Asian Markets Oversold! Buy Vietnam ‘Now’
Jun 3rd, 2008 | By Manraaj Singh | Category: Emerging MarketsShort-term speculators are selling Asian stocks in their droves. No more so than in my favourite market of them all: Vietnam.
Short-term speculators are selling Asian stocks in their droves. No more so than in my favourite market of them all: Vietnam.
Now that you have the standard deviation-volatility idea down, you can roll right on to Bollinger bands for a practical way to put what you know to work.
High priests have ways to keep a good gig to themselves … magic rites, forbidden knowledge, and secret terms. It doesn’t matter whether they are psychiatrists, witch doctors or investment analysts. In our field—investments—we’ve been considering the secrets of volatility.
The payoff for investing in a sure thing is lower than usual these days—a 90-day T-bill only pays 1.8%.
In the energy market Tuesday, crude for June delivery kept on its steep up trajectory, notching yet another new record close at $129.45/barrel, up $2.02. June reformulated gasoline rose 6 cents, to $3.30/gallon.
In the energy market Thursday, crude for June delivery rose to a new closing high, ending at $127.05/barrel, up 76 cents. June reformulated gasoline rose 2 cents, to $3.24/gallon.
The canary is cautious. Longtime Growth Stock Wire readers know I watch the short-term action in Merrill Lynch shares to predict the coming strength or weakness in the overall market. MER is my proverbial canary in the coalmine.
So far, in our hunt for volatility we’ve gone where few true-blue investors dare tread. We’ve looked at volatility and exposed its threat to trailing stops. We’ve looked at how you can preview how much a stock is likely to go the wrong way before you should be worried by using ATR —average true range. Now we’re going to talk percentages.
In the currency market, the dollar continued to slide against the euro. Late Monday, the euro was trading at $1.5541 vs. $1.5473 on Friday.
It’s volatility again, part two of a subject you probably didn’t realize you’d be dying to know so much about.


**What the exercise asks:** Your answer must be an exact copy of the records below, minus any images.

------

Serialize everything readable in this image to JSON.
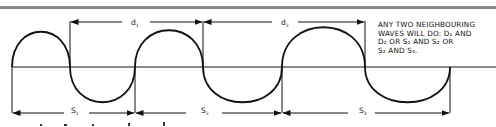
{
  "diagram": {
    "type": "wavelength-measurement",
    "colors": {
      "ink": "#111111",
      "top_rule": "#8a8a8a",
      "background": "#ffffff"
    },
    "crest_spacings": [
      {
        "label": "d",
        "subscript": "1"
      },
      {
        "label": "d",
        "subscript": "2"
      }
    ],
    "cycle_spans": [
      {
        "label": "S",
        "subscript": "1"
      },
      {
        "label": "S",
        "subscript": "2"
      },
      {
        "label": "S",
        "subscript": "3"
      }
    ],
    "note": {
      "lines": [
        "ANY TWO NEIGHBOURING",
        "WAVES WILL DO: d₁ AND",
        "d₂ OR S₁ AND S₂ OR",
        "S₂ AND S₃."
      ]
    }
  }
}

------

**Solution to this task:**
Serialize everything readable in this image to JSON.
{
  "diagram": {
    "type": "wavelength-measurement",
    "colors": {
      "ink": "#111111",
      "top_rule": "#8a8a8a",
      "background": "#ffffff"
    },
    "crest_spacings": [
      {
        "label": "d",
        "subscript": "1"
      },
      {
        "label": "d",
        "subscript": "2"
      }
    ],
    "cycle_spans": [
      {
        "label": "S",
        "subscript": "1"
      },
      {
        "label": "S",
        "subscript": "2"
      },
      {
        "label": "S",
        "subscript": "3"
      }
    ],
    "note": {
      "lines": [
        "ANY TWO NEIGHBOURING",
        "WAVES WILL DO: d₁ AND",
        "d₂ OR S₁ AND S₂ OR",
        "S₂ AND S₃."
      ]
    }
  }
}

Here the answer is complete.